A quick Internet search reveals the following: 69 percent of Senate Democrats supported the Civil Rights Act of 1964, but that margin of support was far surpassed by the Republican Party — where the bill had 82 percent support!

It was virtually the same story in the House, where only 63 percent of Democrats supported the end of Jim Crow laws, but fully 80 percent of Republicans did! Makes sense considering that Republicans were the party of Lincoln, abolition and emancipation!

By the following year, Democrats were starting to come along, and a larger proportion of them supported the Voting Rights Act of 1965, but they still trailed behind Republicans. In the Senate, particularly, Republican support (94 percent) far outweighed Democratic support (73 percent).

You could make the case that McElwee made an honest error, but maybe he was intentionally misleading his readers the same way he does by putting his column on a website called The Moderate Voice.
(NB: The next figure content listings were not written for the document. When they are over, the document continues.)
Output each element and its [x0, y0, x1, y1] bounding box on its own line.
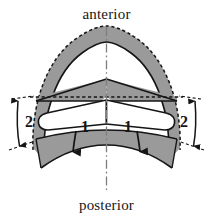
right-measure-arrow — [194, 101, 196, 146]
right-measure-bottom-tick — [181, 142, 204, 150]
label-height-right: 2 — [180, 113, 188, 130]
diagram-canvas: 2 2 1 1 anterior posterior — [0, 0, 213, 219]
label-anterior: anterior — [82, 6, 130, 22]
left-measure-arrow — [17, 101, 19, 146]
label-height-left: 2 — [25, 113, 33, 130]
label-leaflet-left: 1 — [81, 118, 89, 135]
label-leaflet-right: 1 — [124, 118, 132, 135]
left-measure-bottom-tick — [9, 142, 32, 150]
label-posterior: posterior — [79, 197, 134, 213]
valve-annulus-figure: 2 2 1 1 anterior posterior — [0, 0, 213, 219]
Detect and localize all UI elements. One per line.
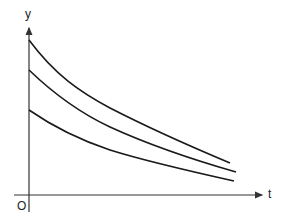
x-axis-label: t — [268, 188, 271, 200]
curve-top — [29, 40, 230, 163]
y-axis-label: y — [25, 8, 31, 20]
curve-bottom — [29, 110, 234, 181]
figure-canvas — [0, 0, 284, 223]
origin-label: O — [17, 200, 26, 212]
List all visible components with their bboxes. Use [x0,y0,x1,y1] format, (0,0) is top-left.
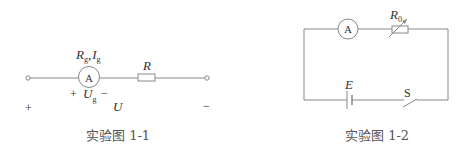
right-terminal [205,76,209,80]
figure-1-2 [304,19,448,109]
terminal-plus-sign: + [25,101,32,115]
ammeter-label: A [85,72,93,84]
resistor-label: R [142,58,151,73]
meter-voltage-label: Ug [83,86,96,104]
circuit-diagrams: A Rg,Ig R + Ug − + U − 实验图 1-1 A R0 E S … [0,0,475,149]
left-terminal [26,76,30,80]
terminal-minus-sign: − [203,99,210,113]
meter-plus-sign: + [70,87,77,101]
meter-params-label: Rg,Ig [75,47,101,64]
switch-blade [403,99,417,107]
meter-minus-sign: − [101,86,108,100]
caption-figure-1-2: 实验图 1-2 [345,128,409,143]
resistor-symbol [138,74,155,81]
rheostat-label: R0 [389,7,402,24]
caption-figure-1-1: 实验图 1-1 [86,128,150,143]
switch-label: S [404,86,411,100]
battery-label: E [344,77,353,92]
total-voltage-label: U [113,99,124,114]
figure-1-1 [26,67,209,88]
ammeter-label: A [344,23,352,35]
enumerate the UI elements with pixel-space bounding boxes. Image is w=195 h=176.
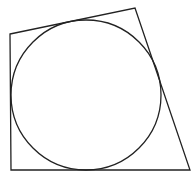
tangential-quadrilateral-diagram — [0, 0, 195, 176]
inscribed-circle — [11, 20, 161, 170]
quadrilateral — [10, 8, 190, 170]
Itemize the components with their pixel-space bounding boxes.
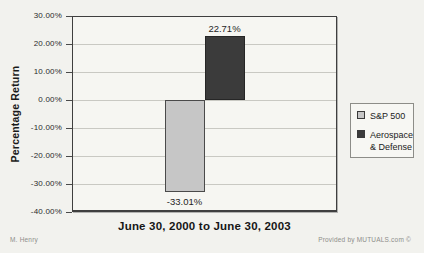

His “moderate” voice in the last month has blasted Tea Party advocate Michele Bachman, touted the usefulness of gun-control laws, lamented the “manufactured Benghazi scandal,” and praised “affirmative action.”

Besides, no matter how many people point out his error, it is very likely no correction will be forthcoming because McElwee — like so many progressive authors — is writing about the world he wants to exist, not the one that does exist.

Maybe what really outraged McElwee is the fact that Sen. Guillory is not just conservative, not just Republican, but also a black conservative and that he is speaking out against what he calls “the illusion that ... [Democratic] policies are what’s best for black people.”

Guillory’s message continues:

“You see, at the heart of liberalism is the idea that only a great and powerful big government can be the benefactor of social justice for all Americans. But the left is only concerned with one thing: control. And they disguise this control as charity.”

You can find evidence of this throughout the progressive movement — from Margaret Sanger, the founder of Planned Parenthood who was an avowed racist and a proponent of eugenics “to assist the race toward the elimination of the unfit” — to Occupy Wall Street, which wants to create a benevolent society based on two concepts — redistribution of wealth and reinvention of human nature.

If you sense a disconnect between the two strains of progressivism — taking care of everyone’s needs on the one hand and eliminating the unfit on the other — then you are close to penetrating the legerdemain of misdirection that has kept so many enthralled to progressive rhetoric for so long.